Brett Bourbon Ph.D.

Brett Bourbon, Ph.D.

Associate Professor, English

Phone: (972) 265-5829

Email: bourbon@udallas.edu

Office: Braniff #368

Brett Bourbon received his Ph.D. from Harvard, where he studied 20th century literature and philosophy. He was a professor at Stanford, and is now a professor at the University of Dallas. He has received many awards, including a Fulbright to the University of Lisbon, a Mellon Post-Doctoral Fellowship at Stanford, the Harvard English Scholar award, and the top teaching awards from both the University of Dallas and Stanford. He is also a recurrent visiting professor in The Program of Literary Theory at the University of Lisbon, as well as a member of the Comitato Scientifico Internazionale, Oikos: Centro studi sul Noi politico.

He has has published numerous essays on various philosophical and literary topics. In addition, he has published three books: (1) Everyday Poetics: Ethics, Love, and Logic (Bloomsbury Press, 2022), (2) Jane Austen And the Ethics of Life (Routledge Press, 2022), and (3) Finding a Replacement for the Soul: meaning and mind in literature and philosophy (Harvard UP, 2004).

He is currently writing a book entitled Thinking with Words: A Literary Groundwork, under contract with Routledge Press (with Professor Miguel Tamen). Intermittently, he publishes poems and stories.

Bourbon also works in computational social science and the philosophy of technology. He has published and presented a number of papers on human/computer interfaces, information and misinformation diffusion, and the politics of social media. He is currently writing a book entitled (5) The Kingdom of Gossip—The Internet and Contemporary Social Dynamics, which is under contract with CRC, Division of  Computer Science  (with Professor Renita Murimi) .

Bourbon also works as a strategy and leadership consultant and facilitator. He has worked on successful projects for top international and national technology companies, as well as a host of start-ups. He has also worked as a marketing and strategy consultant and facilitator for institutions of classical education. He was the co-founder of the Masters of Leadership program at the University of Dallas (with J. Lee Whittington), in which he taught two core courses: Critical and Strategic Thinking and Storytelling for Business and Life.

Bourbon works at the intersection of philosophy and literature.

  • While he is an expert in the work of James Joyce, he has also taught and written on the art of Austen, Conrad, Eliot, Stevens, Bishop, and on contemporary poems, novels, and graphic novels [both British and American]. He also writes about and teaches courses on the 19th century, focusing on Austen, Eliot, James, Wordsworth, Baudelaire, and Keats.
  • In philosophy, he studies the philosophy of mind and language, aesthetics, and ethics, as well as Wittgenstein, Ordinary language philosophy, theology, and theories of reasoning.
  • In addition, he writes about Computational Social Science, theories of information, the internet, human/computer interfaces, and Artificial Intelligence.
  • He continues to work as a consultant and has taught courses on Leadership and Storytelling.
  • He also writes about the visual art of the last 200 years.

Ph.D., Harvard
B.A., UC Berkeley

Brett Bourbon, Ph.D. was a professor at Stanford University for ten years, and is now an English professor at the University of Dallas. In addition, he is a Visiting Associate Professor in The Program of Literary Theory at the University of Lisbon.

Brett Bourbon, Ph.D. is also the Strategy and Technology consultant at the Silicon Valley Insight and Design firm of  Slanted Light . He has worked on consulting projects, involving strategic and technological issues, for Microsoft, Nike and a host of start-ups.

Literary Tradition I, II
Modernism
Literary Study II: Prose Fiction

Contemporary Literature and Culture
Theology and Political Theology
Philosophy of Art
Art Criticism

Brett Bourbon is the author of Finding a Replacement for the Soul: Meaning and Mind in Literature and Philosophy (Harvard UP, 2004). He has also written and published numerous essays, including essays on the concept of culture, the philosophy of Wittgenstein, science fiction, the theory and practice of poetry, and James Joyce's Finnegan's Wake.

He has recently completed a manuscript, entitled An Art of Attention: Poems, Ethics, and the Rationality of Description. He is currently working on a book entitled, The Logic and Poetry of Analogy, as well as a collection of essays, entitled The Senses of War and Culture.

  • Fulbright to the University of Lisbon
  • Mellon Post-Doctoral Fellowship
  • Harvard English Scholar Award
  • Walter J. Gores Teaching Award from Stanford
  • Haggerty Teaching Award from the University of Dallas.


__TO DO__:
Search the data for the string "Forests" and extract every line where it appears.

Data entries for graphics:
******************************

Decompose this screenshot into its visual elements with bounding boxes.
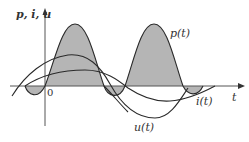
voltage-curve-label: u(t) <box>134 122 154 133</box>
t-axis-arrow-icon <box>238 83 245 89</box>
x-axis-label: t <box>232 92 236 103</box>
origin-label: 0 <box>47 88 53 98</box>
axes <box>10 14 238 126</box>
power-curve-label: p(t) <box>170 28 190 39</box>
current-curve-label: i(t) <box>196 96 213 107</box>
power-waveform-diagram <box>0 0 249 142</box>
y-axis-label: p, i, u <box>16 9 51 20</box>
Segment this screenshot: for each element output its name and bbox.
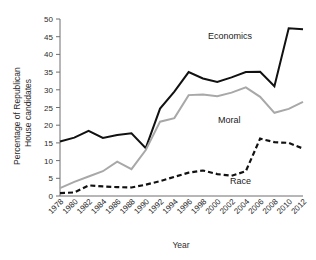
series-label-economics: Economics [208,31,253,41]
y-tick-label: 15 [44,139,53,148]
y-tick-label: 25 [44,104,53,113]
y-tick-label: 5 [49,174,54,183]
y-tick-label: 0 [49,192,54,201]
line-chart: Percentage of Republican House candidate… [0,0,316,260]
chart-container: Percentage of Republican House candidate… [0,0,316,260]
y-tick-label: 45 [44,33,53,42]
x-axis: 1978198019821984198619881990199219941996… [46,197,308,216]
series-line-race [60,139,303,194]
y-tick-label: 10 [44,157,53,166]
series-label-race: Race [230,176,251,186]
y-tick-label: 50 [44,15,53,24]
y-axis-title-line1: Percentage of Republican [12,67,22,165]
x-tick-label: 2012 [289,197,308,216]
y-axis: 05101520253035404550 [44,15,60,201]
y-tick-label: 35 [44,68,53,77]
y-axis-title-line2: House candidates [23,79,33,147]
y-axis-title: Percentage of Republican House candidate… [12,67,33,165]
y-tick-label: 20 [44,121,53,130]
series-line-moral [60,87,303,188]
series-layer [60,28,303,193]
series-line-economics [60,28,303,148]
y-tick-label: 40 [44,50,53,59]
x-axis-title: Year [172,240,189,250]
series-label-moral: Moral [218,115,241,125]
y-tick-label: 30 [44,86,53,95]
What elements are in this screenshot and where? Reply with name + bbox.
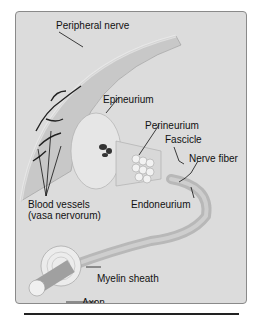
label-blood-vessels: Blood vessels <box>28 199 90 210</box>
diagram-panel: Peripheral nerve Epineurium Perineurium … <box>15 11 247 304</box>
divider-rule <box>24 313 239 315</box>
label-nerve-fiber: Nerve fiber <box>189 153 238 164</box>
label-perineurium: Perineurium <box>145 120 199 131</box>
label-axon: Axon <box>82 297 105 304</box>
label-fascicle: Fascicle <box>165 134 202 145</box>
label-vasa-nervorum: (vasa nervorum) <box>28 210 101 221</box>
label-myelin-sheath: Myelin sheath <box>97 273 159 284</box>
label-endoneurium: Endoneurium <box>131 199 190 210</box>
label-epineurium: Epineurium <box>103 94 154 105</box>
label-peripheral-nerve: Peripheral nerve <box>56 20 129 31</box>
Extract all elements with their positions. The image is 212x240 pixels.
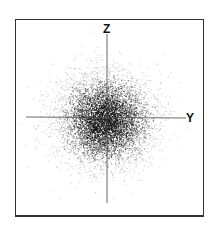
y-axis — [26, 117, 186, 118]
y-axis-label: Y — [186, 112, 194, 124]
point-cloud — [18, 32, 189, 200]
z-axis-label: Z — [103, 23, 110, 35]
x-axis-label: X — [92, 124, 99, 135]
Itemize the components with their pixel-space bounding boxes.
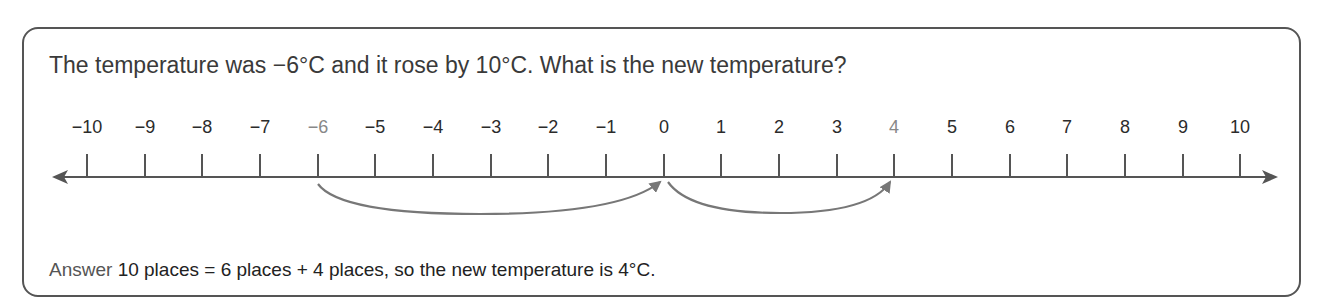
answer-label: Answer <box>49 259 112 280</box>
ticks <box>87 154 1240 177</box>
answer-text: 10 places = 6 places + 4 places, so the … <box>118 259 656 280</box>
jump-arc-6 <box>318 182 660 214</box>
answer-line: Answer 10 places = 6 places + 4 places, … <box>49 259 655 281</box>
jump-arc-4 <box>668 182 890 213</box>
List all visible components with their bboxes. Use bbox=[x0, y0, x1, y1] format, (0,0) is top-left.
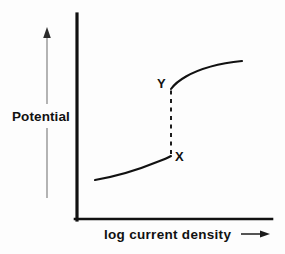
x-axis-title: log current density bbox=[104, 228, 231, 242]
point-label-x: X bbox=[175, 150, 184, 163]
y-axis-title: Potential bbox=[12, 110, 70, 124]
curve-passive-branch bbox=[171, 61, 242, 89]
polarization-curve-figure: Potential log current density Y X bbox=[0, 0, 285, 254]
curve-active-branch bbox=[95, 156, 171, 180]
right-arrow-icon bbox=[241, 231, 270, 238]
plot-canvas bbox=[0, 0, 285, 254]
point-label-y: Y bbox=[157, 77, 166, 90]
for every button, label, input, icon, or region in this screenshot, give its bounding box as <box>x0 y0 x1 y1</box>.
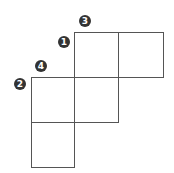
marker-badge-1: 1 <box>58 36 70 48</box>
net-square <box>119 33 164 78</box>
marker-badge-2: 2 <box>14 78 26 90</box>
marker-badge-4: 4 <box>35 60 47 72</box>
net-square <box>32 123 75 168</box>
net-square <box>75 78 119 123</box>
net-square <box>75 33 119 78</box>
marker-badge-3: 3 <box>79 15 91 27</box>
net-square <box>32 78 75 123</box>
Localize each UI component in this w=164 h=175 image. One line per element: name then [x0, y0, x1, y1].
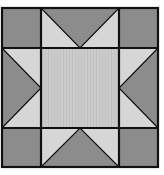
- center-square: [41, 48, 119, 128]
- corner-bottom-left: [2, 128, 41, 167]
- corner-bottom-right: [119, 128, 158, 167]
- star-point-right: [119, 48, 158, 128]
- star-point-bottom: [41, 128, 119, 167]
- star-point-top: [41, 8, 119, 48]
- star-point-left: [2, 48, 41, 128]
- corner-top-left: [2, 8, 41, 48]
- quilt-block: [0, 0, 164, 175]
- corner-top-right: [119, 8, 158, 48]
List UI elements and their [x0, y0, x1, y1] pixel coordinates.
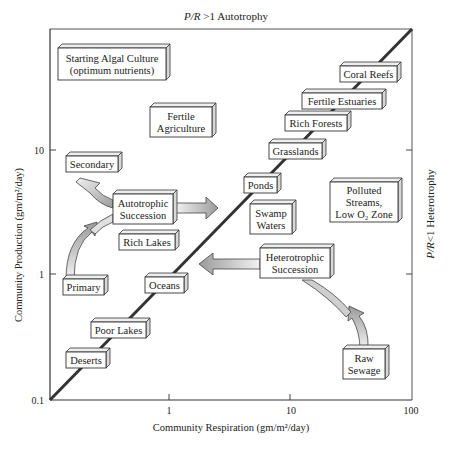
box-label: Polluted: [346, 185, 382, 196]
box-label: Autotrophic: [118, 198, 169, 209]
arrow-heterotrophic-left: [199, 253, 260, 275]
box-label: Ponds: [248, 180, 274, 191]
box-autotrophic-succession: AutotrophicSuccession: [113, 190, 177, 224]
box-label: Agriculture: [157, 123, 206, 134]
box-grasslands: Grasslands: [269, 139, 326, 159]
box-deserts: Deserts: [66, 348, 110, 368]
box-label: Grasslands: [272, 146, 318, 157]
box-label: Fertile: [167, 111, 195, 122]
box-label: Deserts: [70, 355, 102, 366]
y-tick-1: 1: [39, 269, 44, 280]
box-label: Rich Lakes: [123, 237, 171, 248]
box-label: Fertile Estuaries: [308, 96, 377, 107]
box-starting-algal-culture: Starting Algal Culture(optimum nutrients…: [58, 44, 170, 80]
y-tick-10: 10: [34, 145, 44, 156]
succession-diagram: P/R >1 Autotrophy P/R<1 Heterotrophy 10 …: [0, 0, 452, 451]
box-label: Poor Lakes: [95, 325, 143, 336]
box-heterotrophic-succession: HeterotrophicSuccession: [260, 244, 334, 278]
x-axis-title: Community Respiration (gm/m²/day): [153, 422, 310, 434]
box-primary: Primary: [63, 275, 108, 295]
box-label: Streams,: [346, 197, 382, 208]
box-oceans: Oceans: [145, 273, 188, 293]
box-secondary: Secondary: [66, 152, 122, 172]
label-boxes: Starting Algal Culture(optimum nutrients…: [58, 44, 402, 379]
box-rich-forests: Rich Forests: [285, 111, 351, 131]
box-fertile-estuaries: Fertile Estuaries: [302, 89, 386, 109]
box-label: Secondary: [70, 159, 115, 170]
box-label: Swamp: [255, 208, 287, 219]
box-label: Succession: [272, 264, 319, 275]
box-label: Oceans: [149, 280, 180, 291]
box-label: Starting Algal Culture: [66, 53, 159, 64]
y-tick-0.1: 0.1: [32, 395, 45, 406]
box-label: Coral Reefs: [344, 69, 394, 80]
right-title: P/R<1 Heterotrophy: [424, 169, 436, 260]
arrow-secondary-to-autotrophic: [76, 178, 113, 208]
box-polluted-streams: PollutedStreams,Low O₂ Zone: [330, 178, 402, 222]
box-label: Succession: [120, 210, 167, 221]
box-label: Sewage: [348, 365, 381, 376]
top-title: P/R >1 Autotrophy: [183, 10, 268, 22]
box-raw-sewage: RawSewage: [343, 345, 389, 379]
box-label: (optimum nutrients): [70, 65, 155, 77]
box-ponds: Ponds: [244, 173, 281, 193]
x-tick-1: 1: [167, 405, 172, 416]
arrow-autotrophic-right: [176, 197, 218, 219]
box-swamp-waters: SwampWaters: [250, 200, 296, 234]
box-poor-lakes: Poor Lakes: [91, 318, 150, 338]
x-tick-10: 10: [286, 405, 296, 416]
box-label: Waters: [257, 220, 286, 231]
box-label: Low O₂ Zone: [335, 209, 393, 220]
x-tick-100: 100: [404, 405, 419, 416]
box-label: Raw: [354, 353, 374, 364]
box-rich-lakes: Rich Lakes: [119, 230, 179, 250]
y-axis-title: Community Production (gm/m²/day): [13, 167, 25, 322]
box-label: Heterotrophic: [266, 252, 325, 263]
box-label: Primary: [67, 282, 102, 293]
arrow-sewage-body: [302, 280, 351, 317]
box-label: Rich Forests: [290, 118, 343, 129]
box-fertile-agriculture: FertileAgriculture: [150, 103, 216, 137]
box-coral-reefs: Coral Reefs: [340, 62, 401, 82]
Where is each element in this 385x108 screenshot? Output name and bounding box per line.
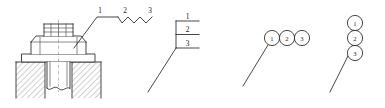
shelf-item-number-2: 2 bbox=[186, 25, 190, 34]
item-number-2: 2 bbox=[123, 6, 127, 15]
hex-nut bbox=[31, 36, 86, 54]
balloon-stack-number-2: 2 bbox=[353, 35, 356, 42]
drawing-surface: 1 2 3 1 2 3 1 2 3 bbox=[0, 0, 385, 108]
balloon-number-2: 2 bbox=[285, 35, 288, 42]
base-material-hatching-right bbox=[72, 62, 101, 98]
item-number-3: 3 bbox=[148, 6, 152, 15]
panel-horizontal-balloons: 1 2 3 bbox=[243, 30, 310, 86]
balloon-leader-line-vertical bbox=[330, 54, 349, 92]
panel-stacked-lines: 1 2 3 bbox=[148, 12, 199, 93]
balloon-stack-number-1: 1 bbox=[353, 20, 356, 27]
shelf-leader-line bbox=[148, 48, 176, 92]
panel-vertical-balloons: 1 2 3 bbox=[330, 15, 363, 92]
balloon-leader-line-horizontal bbox=[243, 45, 268, 86]
balloon-number-1: 1 bbox=[270, 35, 273, 42]
technical-drawing-canvas: 1 2 3 1 2 3 1 2 3 bbox=[0, 0, 385, 108]
shelf-item-number-3: 3 bbox=[186, 39, 190, 48]
shelf-item-number-1: 1 bbox=[186, 12, 190, 21]
panel-bolt-assembly: 1 2 3 bbox=[16, 6, 152, 98]
item-number-1: 1 bbox=[98, 6, 102, 15]
base-material-hatching-left bbox=[16, 62, 45, 98]
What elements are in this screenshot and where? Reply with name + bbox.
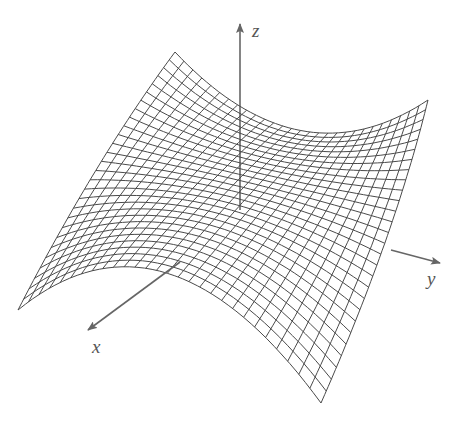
- mesh-line-v: [71, 93, 220, 278]
- mesh-line-u: [24, 260, 327, 391]
- mesh-line-v: [310, 106, 419, 388]
- wireframe-mesh: [18, 52, 428, 403]
- mesh-line-v: [178, 132, 310, 277]
- y-axis: [391, 250, 440, 263]
- z-axis-label: z: [252, 20, 259, 42]
- mesh-line-v: [211, 133, 337, 293]
- y-axis-label: y: [427, 268, 435, 290]
- mesh-line-u: [158, 76, 421, 147]
- x-axis: [88, 262, 180, 330]
- mesh-line-v: [50, 78, 202, 288]
- mesh-line-v: [277, 120, 392, 349]
- mesh-line-u: [73, 202, 368, 287]
- mesh-line-v: [321, 100, 428, 403]
- mesh-line-u: [79, 195, 373, 276]
- mesh-line-u: [51, 228, 351, 333]
- mesh-line-v: [167, 131, 300, 274]
- x-axis-label: x: [92, 336, 100, 358]
- mesh-line-v: [18, 52, 175, 310]
- mesh-line-u: [18, 267, 321, 403]
- mesh-line-u: [169, 60, 425, 138]
- saddle-surface-figure: [0, 0, 454, 435]
- mesh-line-v: [255, 126, 374, 327]
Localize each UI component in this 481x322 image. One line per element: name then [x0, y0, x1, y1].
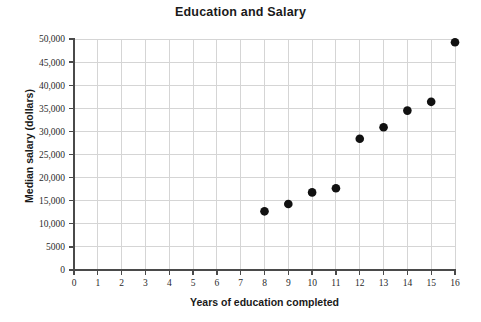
data-point	[260, 207, 269, 216]
data-point	[451, 38, 460, 47]
x-tick-label: 11	[331, 278, 340, 288]
y-tick-label: 20,000	[39, 173, 65, 183]
x-tick-label: 13	[379, 278, 389, 288]
y-tick-label: 40,000	[39, 81, 65, 91]
x-tick-label: 9	[286, 278, 291, 288]
x-tick-label: 15	[426, 278, 436, 288]
y-tick-label: 15,000	[39, 196, 65, 206]
x-tick-label: 0	[72, 278, 77, 288]
x-tick-label: 6	[215, 278, 220, 288]
data-point	[379, 123, 388, 132]
y-tick-label: 10,000	[39, 219, 65, 229]
scatter-chart: Education and Salary Median salary (doll…	[0, 0, 481, 322]
x-tick-label: 3	[143, 278, 148, 288]
x-tick-label: 5	[191, 278, 196, 288]
y-tick-label: 45,000	[39, 58, 65, 68]
data-point	[284, 200, 293, 209]
x-tick-label: 14	[403, 278, 413, 288]
x-tick-label: 1	[95, 278, 100, 288]
y-axis-ticks: 0500010,00015,00020,00025,00030,00035,00…	[39, 34, 74, 275]
y-tick-label: 35,000	[39, 104, 65, 114]
x-tick-label: 8	[262, 278, 267, 288]
x-tick-label: 4	[167, 278, 172, 288]
plot-area: 0500010,00015,00020,00025,00030,00035,00…	[0, 0, 481, 322]
data-point	[308, 188, 317, 197]
data-point	[427, 98, 436, 107]
y-tick-label: 0	[60, 265, 65, 275]
x-tick-label: 10	[307, 278, 317, 288]
y-tick-label: 25,000	[39, 150, 65, 160]
x-tick-label: 2	[119, 278, 124, 288]
data-point	[355, 134, 364, 143]
x-tick-label: 16	[450, 278, 460, 288]
x-tick-label: 12	[355, 278, 365, 288]
x-axis-ticks: 012345678910111213141516	[72, 270, 460, 288]
x-tick-label: 7	[238, 278, 243, 288]
data-point	[403, 106, 412, 115]
y-tick-label: 5000	[46, 242, 65, 252]
y-tick-label: 30,000	[39, 127, 65, 137]
y-tick-label: 50,000	[39, 34, 65, 44]
data-point	[332, 184, 341, 193]
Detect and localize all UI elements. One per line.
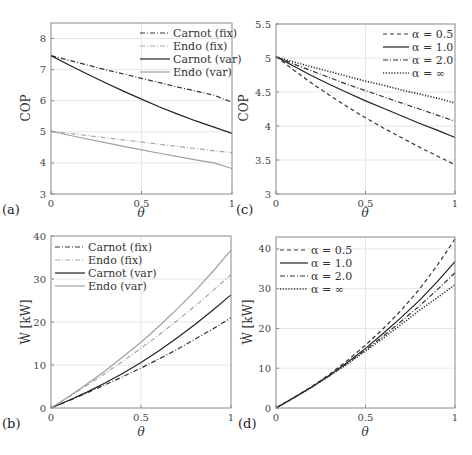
- legend: Carnot (fix)Endo (fix)Carnot (var)Endo (…: [55, 241, 156, 293]
- legend-entry: α = 2.0: [412, 54, 453, 67]
- legend-entry: α = ∞: [412, 67, 445, 80]
- x-tick-label: 0.5: [133, 412, 149, 423]
- panel-d: 01020304000.51θẆ [kW](d)α = 0.5α = 1.0α …: [238, 237, 458, 439]
- legend-entry: α = 1.0: [311, 257, 352, 270]
- y-tick-label: 5: [265, 53, 271, 64]
- y-tick-label: 3.5: [255, 155, 271, 166]
- y-tick-label: 3: [265, 189, 271, 200]
- y-tick-label: 10: [33, 360, 46, 371]
- y-axis-label: Ẇ [kW]: [240, 299, 255, 344]
- y-tick-label: 20: [33, 317, 46, 328]
- y-axis-label: Ẇ [kW]: [18, 299, 33, 344]
- panel-label: (c): [236, 202, 253, 217]
- x-axis-label: θ: [137, 425, 145, 439]
- y-tick-label: 40: [33, 231, 46, 242]
- x-tick-label: 0: [48, 198, 54, 209]
- y-axis-label: COP: [19, 94, 33, 121]
- panel-label: (b): [2, 416, 20, 431]
- x-tick-label: 0.5: [358, 412, 374, 423]
- x-tick-label: 1: [452, 412, 458, 423]
- y-tick-label: 4: [265, 121, 271, 132]
- legend-entry: α = 2.0: [311, 270, 352, 283]
- y-tick-label: 5.5: [255, 19, 271, 30]
- x-axis-label: θ: [361, 206, 369, 220]
- legend: α = 0.5α = 1.0α = 2.0α = ∞: [383, 28, 453, 80]
- legend-entry: Endo (fix): [173, 40, 227, 53]
- y-tick-label: 0: [40, 403, 46, 414]
- y-tick-label: 4.5: [255, 87, 271, 98]
- legend: Carnot (fix)Endo (fix)Carnot (var)Endo (…: [140, 27, 241, 79]
- legend-entry: α = 0.5: [412, 28, 453, 41]
- legend-entry: Carnot (var): [173, 53, 241, 66]
- legend-entry: Carnot (fix): [173, 27, 237, 40]
- x-tick-label: 0: [48, 412, 54, 423]
- legend-entry: Carnot (var): [88, 267, 156, 280]
- panel-label: (d): [238, 416, 256, 431]
- x-tick-label: 1: [228, 412, 234, 423]
- legend-entry: Endo (var): [173, 66, 232, 79]
- y-tick-label: 40: [258, 243, 271, 254]
- y-tick-label: 7: [40, 64, 46, 75]
- x-axis-label: θ: [361, 425, 369, 439]
- y-axis-label: COP: [237, 94, 251, 121]
- panel-b: 01020304000.51θẆ [kW](b)Carnot (fix)Endo…: [2, 231, 234, 440]
- y-tick-label: 20: [258, 323, 271, 334]
- x-axis-label: θ: [137, 206, 145, 220]
- legend-entry: Endo (fix): [88, 254, 142, 267]
- panel-c: 33.544.555.500.51θCOP(c)α = 0.5α = 1.0α …: [236, 19, 458, 221]
- x-tick-label: 0: [273, 198, 279, 209]
- y-tick-label: 30: [258, 283, 271, 294]
- y-tick-label: 5: [40, 126, 46, 137]
- y-tick-label: 3: [40, 189, 46, 200]
- panel-label: (a): [2, 202, 20, 217]
- x-tick-label: 1: [229, 198, 235, 209]
- figure: 34567800.51θCOP(a)Carnot (fix)Endo (fix)…: [0, 0, 472, 455]
- y-tick-label: 30: [33, 274, 46, 285]
- y-tick-label: 8: [40, 33, 46, 44]
- legend-entry: Carnot (fix): [88, 241, 152, 254]
- legend-entry: α = 0.5: [311, 244, 352, 257]
- x-tick-label: 1: [452, 198, 458, 209]
- legend-entry: α = 1.0: [412, 41, 453, 54]
- y-tick-label: 6: [40, 95, 46, 106]
- legend-entry: α = ∞: [311, 283, 344, 296]
- x-tick-label: 0: [273, 412, 279, 423]
- y-tick-label: 0: [265, 403, 271, 414]
- y-tick-label: 4: [40, 157, 46, 168]
- legend-entry: Endo (var): [88, 280, 147, 293]
- panel-a: 34567800.51θCOP(a)Carnot (fix)Endo (fix)…: [2, 23, 241, 220]
- y-tick-label: 10: [258, 363, 271, 374]
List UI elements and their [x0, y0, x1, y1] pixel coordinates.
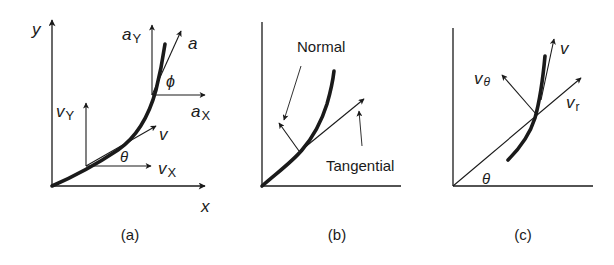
kinematics-figure: y x vY vX v θ aY aX a ϕ (a) Normal Tange…	[0, 0, 614, 265]
v-label: v	[159, 125, 169, 144]
caption-b: (b)	[328, 226, 346, 243]
normal-arrow	[279, 123, 299, 151]
theta-label: θ	[120, 148, 128, 165]
v-y-label: vY	[56, 102, 75, 123]
panel-c: v vθ vr θ (c)	[453, 28, 593, 243]
y-axis-label: y	[31, 20, 42, 39]
v-theta-label: vθ	[474, 69, 491, 89]
trajectory-curve	[262, 71, 334, 186]
normal-pointer	[284, 66, 301, 120]
tangential-pointer	[359, 111, 362, 146]
tangential-arrow	[304, 99, 364, 148]
phi-label: ϕ	[166, 73, 175, 90]
a-x-label: aX	[191, 102, 210, 123]
v-x-label: vX	[158, 159, 177, 180]
tangential-label: Tangential	[326, 157, 394, 174]
panel-a: y x vY vX v θ aY aX a ϕ (a)	[31, 20, 210, 243]
a-label: a	[188, 34, 197, 53]
a-y-label: aY	[122, 25, 141, 46]
caption-a: (a)	[121, 226, 139, 243]
radial-line-v-r-arrow	[453, 78, 581, 186]
caption-c: (c)	[514, 226, 532, 243]
v-r-label: vr	[566, 93, 580, 114]
normal-label: Normal	[297, 38, 345, 55]
v-label: v	[560, 39, 570, 58]
x-axis-label: x	[200, 197, 210, 216]
trajectory-curve	[508, 56, 545, 160]
panel-b: Normal Tangential (b)	[262, 22, 401, 243]
theta-label: θ	[482, 170, 490, 187]
v-theta-arrow	[502, 75, 536, 114]
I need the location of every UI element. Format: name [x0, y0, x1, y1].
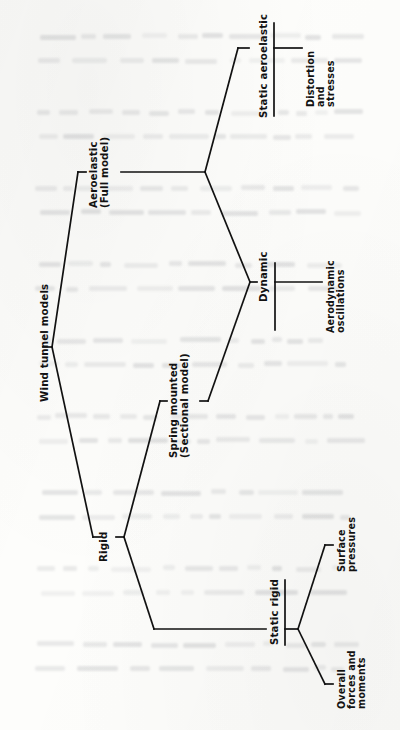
- scanned-page: Wind tunnel models Aeroelastic (Full mod…: [0, 0, 400, 730]
- edge-rigid-to-spring-mounted: [124, 401, 160, 537]
- edge-root-to-aeroelastic: [52, 172, 78, 347]
- node-label-aeroelastic: Aeroelastic (Full model): [89, 137, 111, 208]
- edge-static-rigid-to-surface-pressures: [298, 545, 325, 629]
- edge-root-to-rigid: [52, 347, 93, 537]
- edge-aeroelastic-to-static-aeroelastic: [205, 48, 238, 172]
- tree-connector-lines: [0, 0, 400, 730]
- node-label-rigid: Rigid: [99, 532, 110, 562]
- leaf-label-aerodynamic-oscillations: Aerodynamic oscillations: [326, 260, 346, 333]
- edge-static-rigid-to-overall-forces: [298, 629, 325, 684]
- edge-aeroelastic-to-dynamic: [205, 172, 250, 282]
- node-label-spring-mounted: Spring mounted (Sectional model): [169, 353, 191, 458]
- edge-spring-mounted-to-dynamic: [208, 282, 250, 401]
- edge-rigid-to-static-rigid: [124, 537, 154, 629]
- node-label-static-aeroelastic: Static aeroelastic: [259, 14, 270, 118]
- leaf-label-overall-forces-and-moments: Overall forces and moments: [337, 650, 367, 709]
- node-label-dynamic: Dynamic: [259, 251, 270, 302]
- node-label-root: Wind tunnel models: [40, 284, 51, 402]
- node-label-static-rigid: Static rigid: [270, 579, 281, 645]
- leaf-label-distortion-and-stresses: Distortion and stresses: [306, 51, 336, 107]
- leaf-label-surface-pressures: Surface pressures: [337, 517, 357, 572]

******************************

__ANSWER TO THIS EXERCISE__:
box-rich-forests: Rich Forests: [285, 111, 351, 131]
box-label: Rich Forests: [290, 118, 343, 129]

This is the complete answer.